NEW YORK (AFP) — The New York Knicks staged the biggest comeback in National Basketball Association (NBA) Finals history on Wednesday as they erased a 29-point deficit to beat the San Antonio Spurs, 107-106, and now need one more win to seal the title.
OG Anunoby’s soft-as-silk tip-in basket with 1.2 seconds left sealed the thrilling victory to give the Knicks a 3-1 stranglehold on the best-of-seven championship series, which shifts back to San Antonio for Game 5 on Saturday.
Jalen Brunson scored 36 points and Anunoby added 33 for New York, putting in the game-winner off Brunson’s three-point attempt that struck the rim.
“Just do whatever it takes to win,” Anunoby said of the basket that sent a star-studded crowd at Madison Square Garden into a frenzy as it put the Knicks on the brink of their first title since 1973.

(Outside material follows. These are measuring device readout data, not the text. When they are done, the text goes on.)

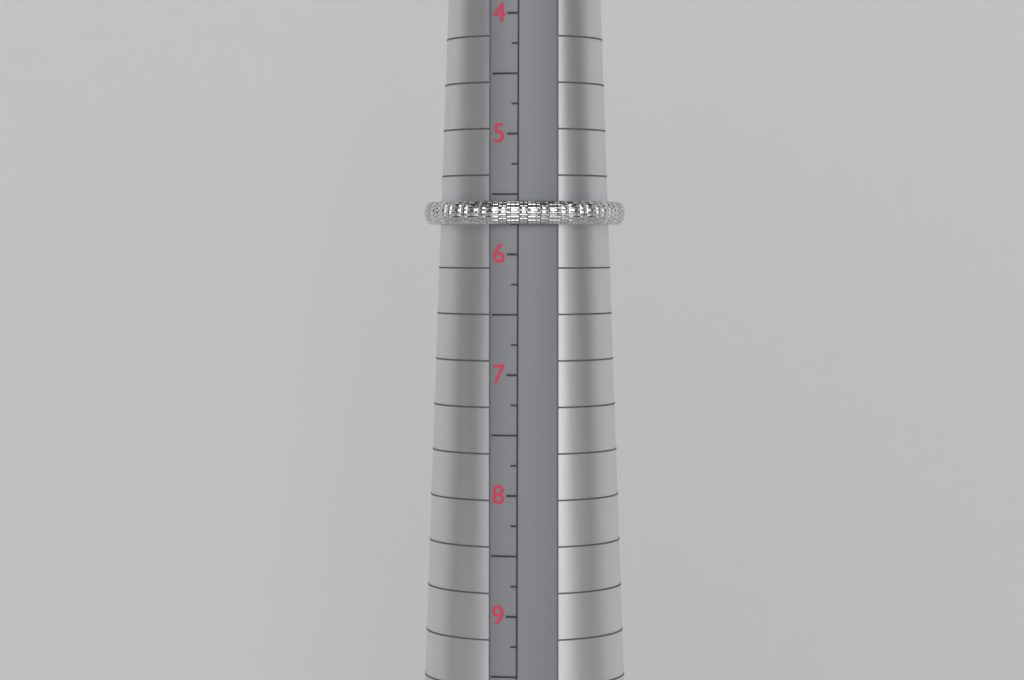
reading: 5.75 (no unit)
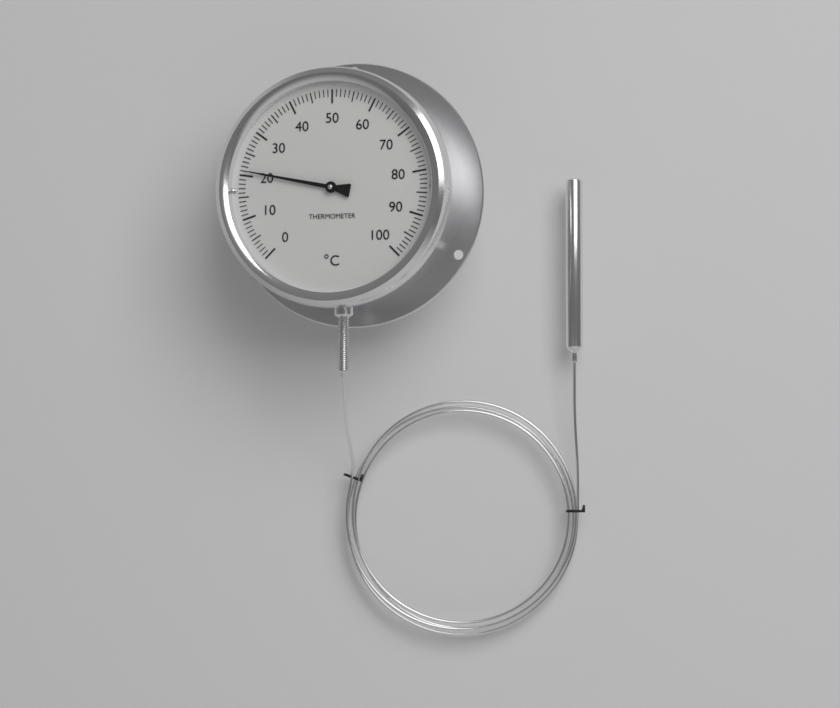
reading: 21 °C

“I inbounded the ball to Jalen. He got a pretty good look and I just went and crashed. The ball went over my head, so I couldn’t really dunk it. So I tried to tip it in softly and it went in.”
Spurs star Victor Wembanyama scored 24 points and pulled down 13 rebounds.

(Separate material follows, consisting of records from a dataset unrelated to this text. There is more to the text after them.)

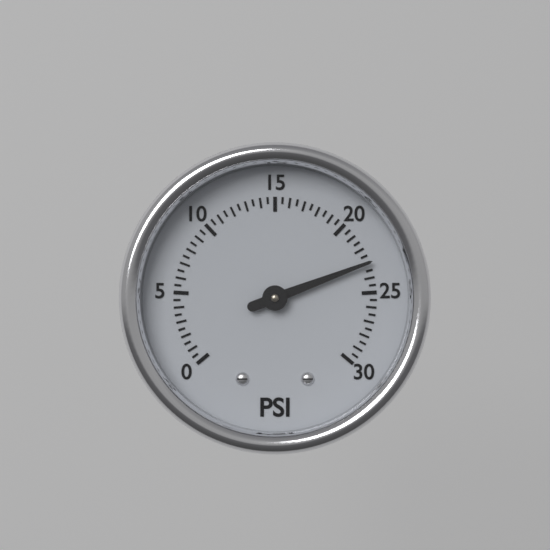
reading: 23.0 psi
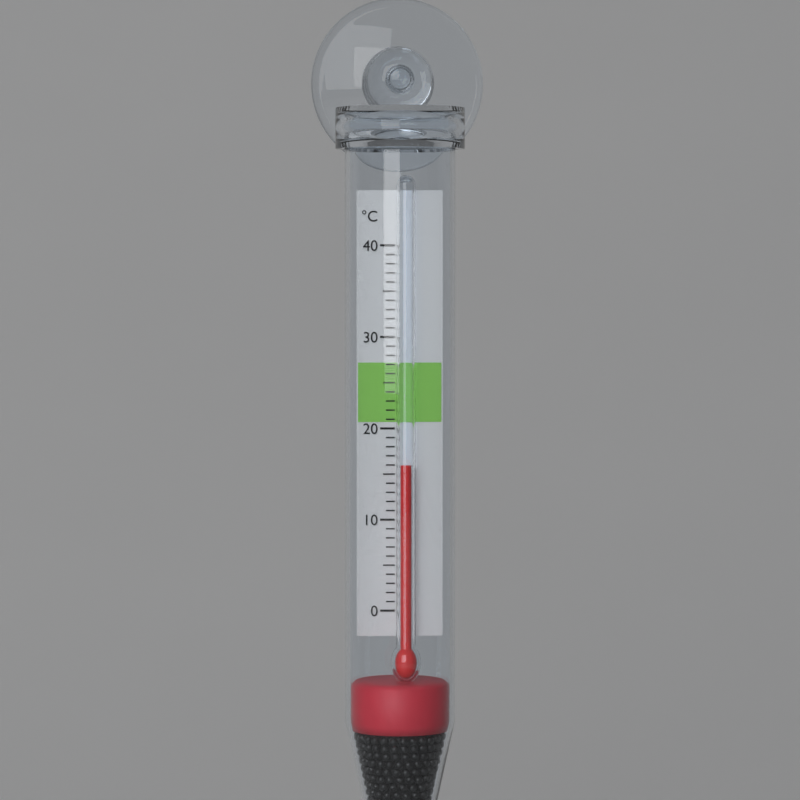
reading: 16 °C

Dylan Harper added 21 points and De’Aaron Fox and Devin Vassell had 18 apiece for San Antonio, who set a Finals record with 14 three-pointers in the first half but couldn’t make their massive lead stick.
Brunson put New York in front for the first time with a floater that made it 105-104 with 1:22 remaining.
San Antonio’s Stephon Castle made a pair of free throws but the Knicks came through, Anunoby rising highest from a scrum of Spurs defenders to clinch the win.
The previous biggest comeback in the Finals was 24 points, by the Boston Celtics against the Los Angeles Lakers in 2008.
“I can’t really explain it right now,” Wembanyama said of the Spurs’ collapse after their own epic start.
“I don’t know. I think it’s just execution, greediness of some sort. We clearly weren’t the most hungry in the second half.”
The Spurs, who dropped the first two games at home but then ended the Knicks’ 13-game winning streak on Monday, came out swinging, connecting on 15 of 23 shots on the way to 41 points in the first quarter.
New York made just 29.4 percent of their shots in a first period that saw Karl-Anthony Towns pick up two early fouls and reserve Mitchell Robinson called for a flagrant foul after a frustrated forearm to Wembanyama’s throat.
Brunson, hounded mercilessly by the Spurs, didn’t make a basket until the second quarter.